Many of the current OECD countries (largely the former eastern bloc ones) don’t have useable data going that far back. So in these charts I’m comparing New Zealand against the 25 OECD countries that have such data all the way back to 1989. That includes all the more “traditional” advanced OECD countries except Austria. But the OECD only has data for all these countries to 2015, so this chart compares total productivity growth across countries from 1989 to 2015.
“Pretty dismal” would be my summary of New Zealand’s performance over that entire period. There is a handful of countries that have done even worse. Two are much richer and more productive than us anyway; the others some of the basket cases of the euro-area. And recall that at the start of the period we were in the midst of an economic restructuring programme sold, in part, as designed to reverse the decades-long deterioriation in New Zealand’s economic performance. As a comparisons, in 1989 Ireland is estimated to have had around the same level of real GDP per hour worked as New Zealand.
As I noted in Saturday’s post, there are nine simple ways to combine the various GDP and hours series to produce estimates of GDP per hour worked. In the chart above, I used the average of those nine measures – a 32.4 per cent increase. The range of the nine measures was from 29.0 per cent to 35.7 per cent. At best, we also beat out Switzerland and Israel. At worst, Netherlands and Luxembourg beat us. Over that long period, data uncertainty just doesn’t change the picture much.
In the next chart, I’ve shown the annual path of real GDP per hour worked for New Zealand (again using the average measure) and for the median OECD country for which there is data throughout the period. In all cases, countries were indexed to 100 in 1989, and so the chart is showing cumulative growth over the period in the two series. The OECD does not yet have data for all countries for 2016.
And here is the same data transformed into a ratio: the New Zealand line divided by the median OECD line, again indexed to equal 100 in 1989.
On this chart, I have included an estimate for 2016, by taking the median productivity growth rate for those OECD countries (most of them) that have 2016 data. I’ve also marked the final year of each of the three governments that changed during this period (1990, when Labour lost office; 1999 when National lost office; and 2008 when Labout lost office).
Over the course of these 27 years, the trend has been downwards – we’ve done (cumulatively) a lot worse than these other advanced countries (and the decline relative to those former eastern bloc countries is materially worse).

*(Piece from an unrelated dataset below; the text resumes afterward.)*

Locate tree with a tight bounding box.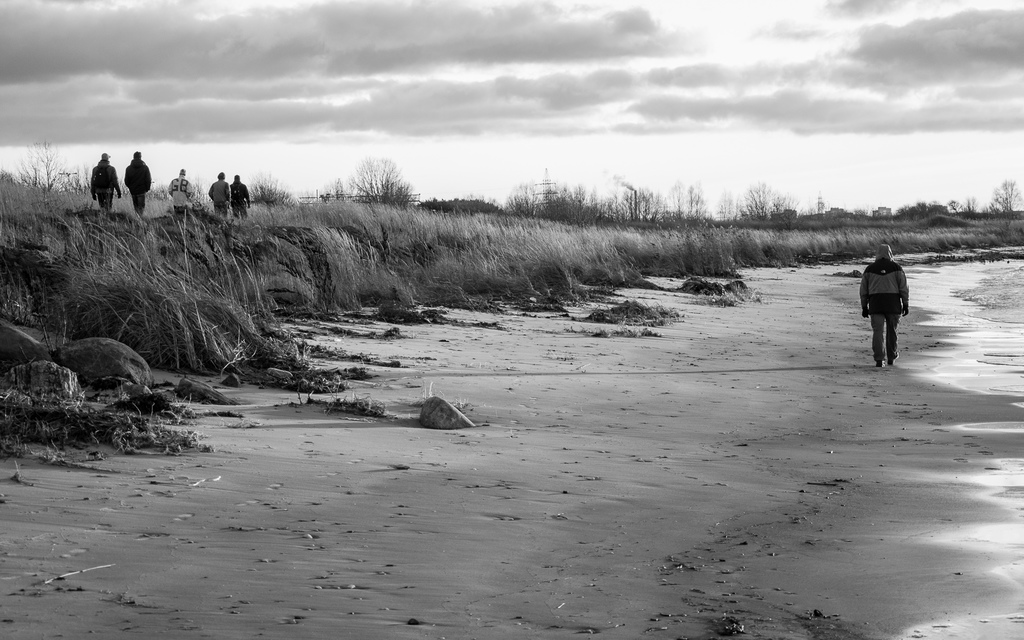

I don’t regard the dates around changes of government as being particularly meaningful for these economic comparisons: structural policy changes affect outcomes with a lag, and anyway, at least for the last two changes of government (1999 and 2008) there has been a lot more continuity than differences between the economic policies of the outgoing and incoming governments. But in each of the different governments’ terms there have been years when our productivity growth was faster than that of the median OECD country. Under the current government that year was 2009. And so, as I noted the other day, in their first few years in office we actually made up a little ground relative to these other advanced countries. But since then, the picture has been downhill again. Over the last four to five years all those gains have been lost, and more.

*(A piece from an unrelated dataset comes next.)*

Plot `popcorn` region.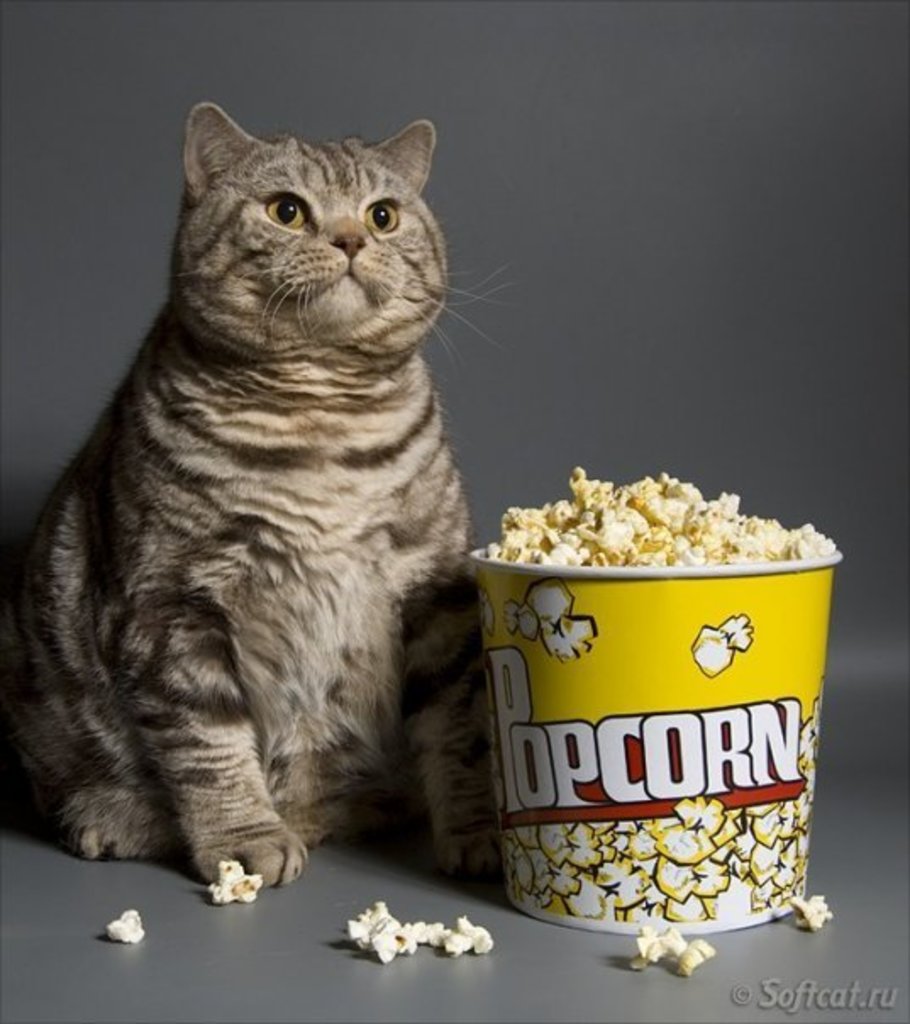
Plotted at <region>502, 575, 596, 666</region>.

It is what happens when your country manages no productivity growth at all for five years or more (illustrated here using the average of the nine measures).

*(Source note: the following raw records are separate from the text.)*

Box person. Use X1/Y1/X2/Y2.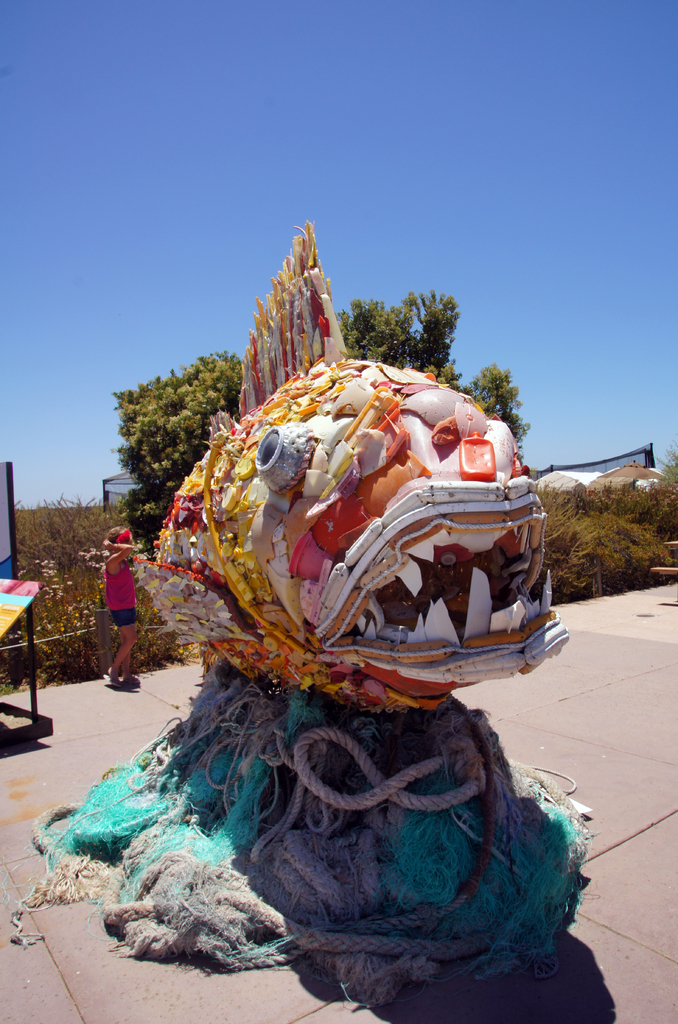
95/529/146/687.
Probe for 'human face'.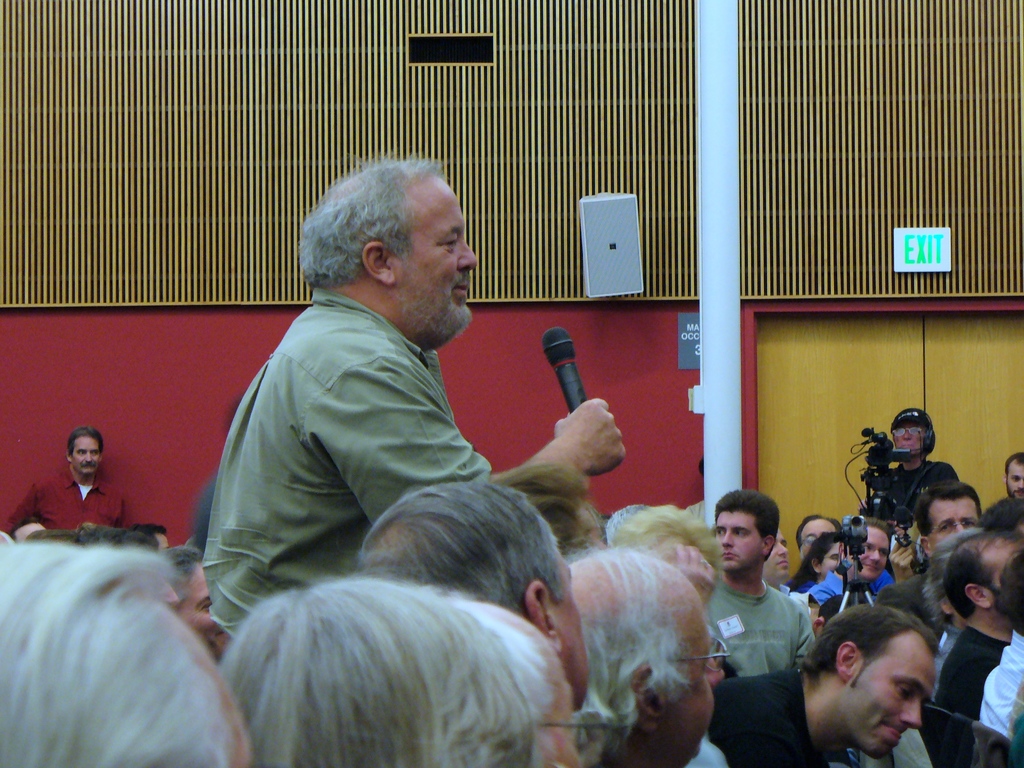
Probe result: bbox=(797, 513, 836, 549).
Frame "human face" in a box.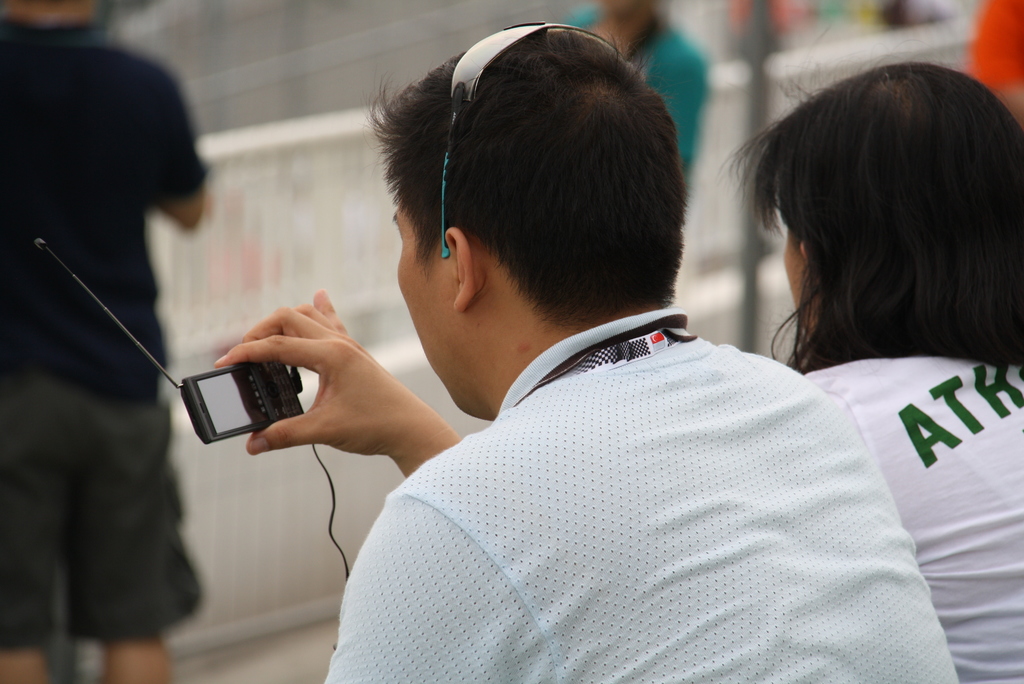
{"x1": 781, "y1": 215, "x2": 804, "y2": 329}.
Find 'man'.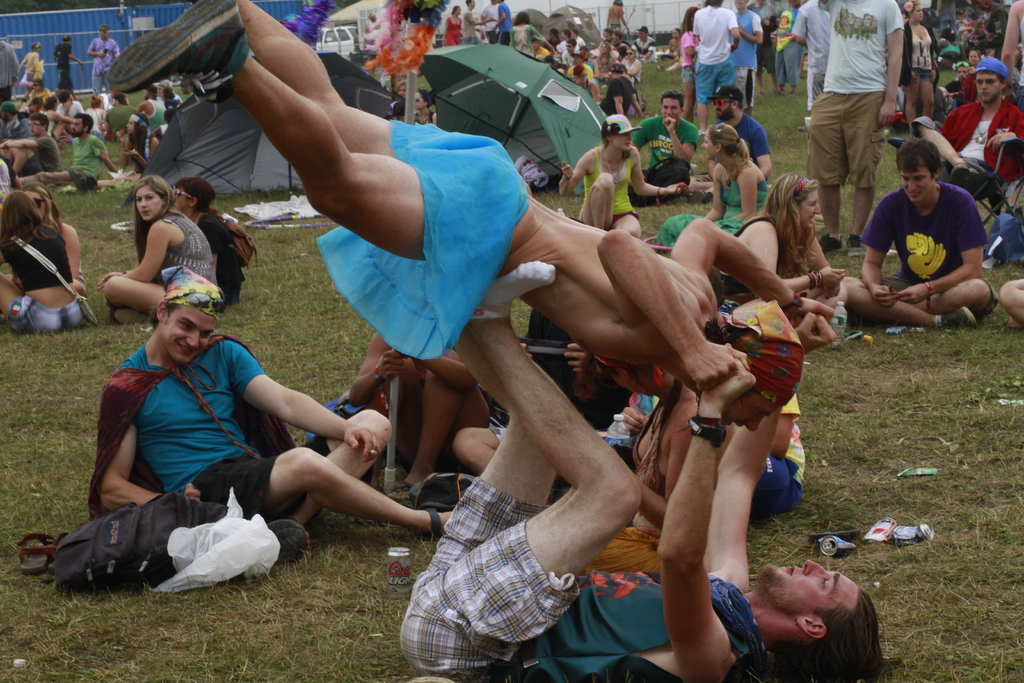
left=488, top=0, right=512, bottom=47.
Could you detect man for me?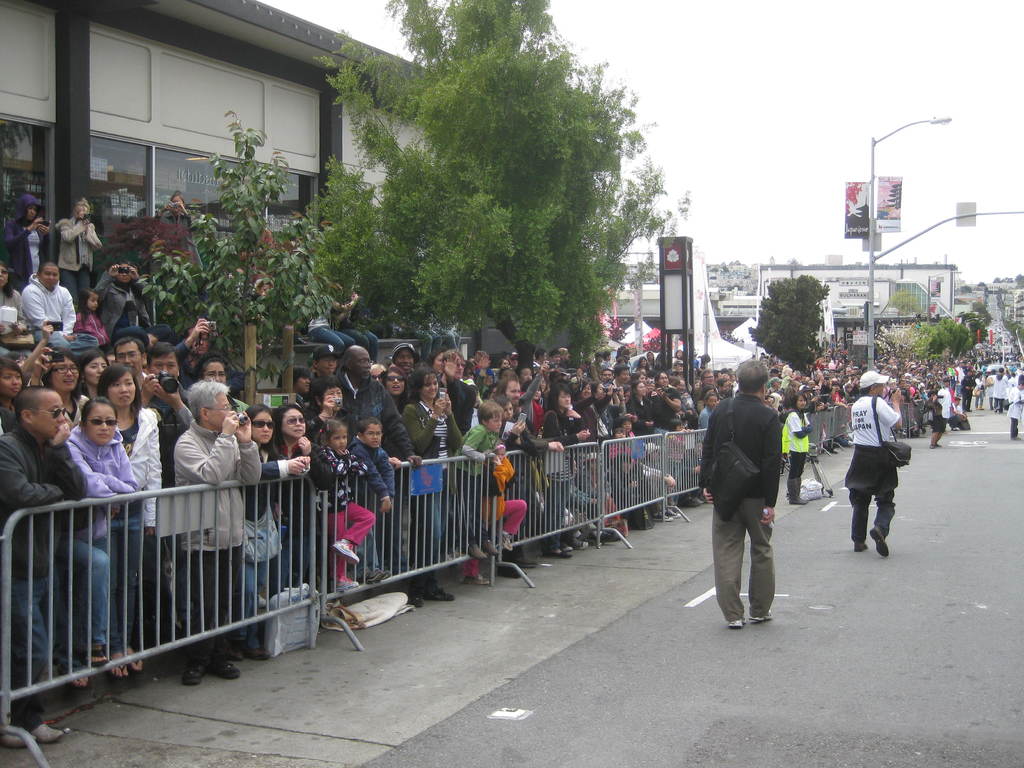
Detection result: {"left": 138, "top": 343, "right": 202, "bottom": 490}.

I chose 1989 for the cross-country comparisons for the practical reason that 1989 is when the consistently-compiled New Zealand data go back to. But it was also David Caygill’s first year in office as Minister of Finance. I’ve shown previously this photo in which he was illustrating his aspirations.
But like his predecessors for several decades before him, and all his successors – including those in the last Labour government and the current National government – he failed. Terms of trade windfalls have help our incomes, but over the longer-term improved living standards – catching up with other countries – depends on improved productivity performance. Our governments have consistently failed that test, and I can’t see anything in the current electoral offerings that seems likely to change the picture in, say, the next decade.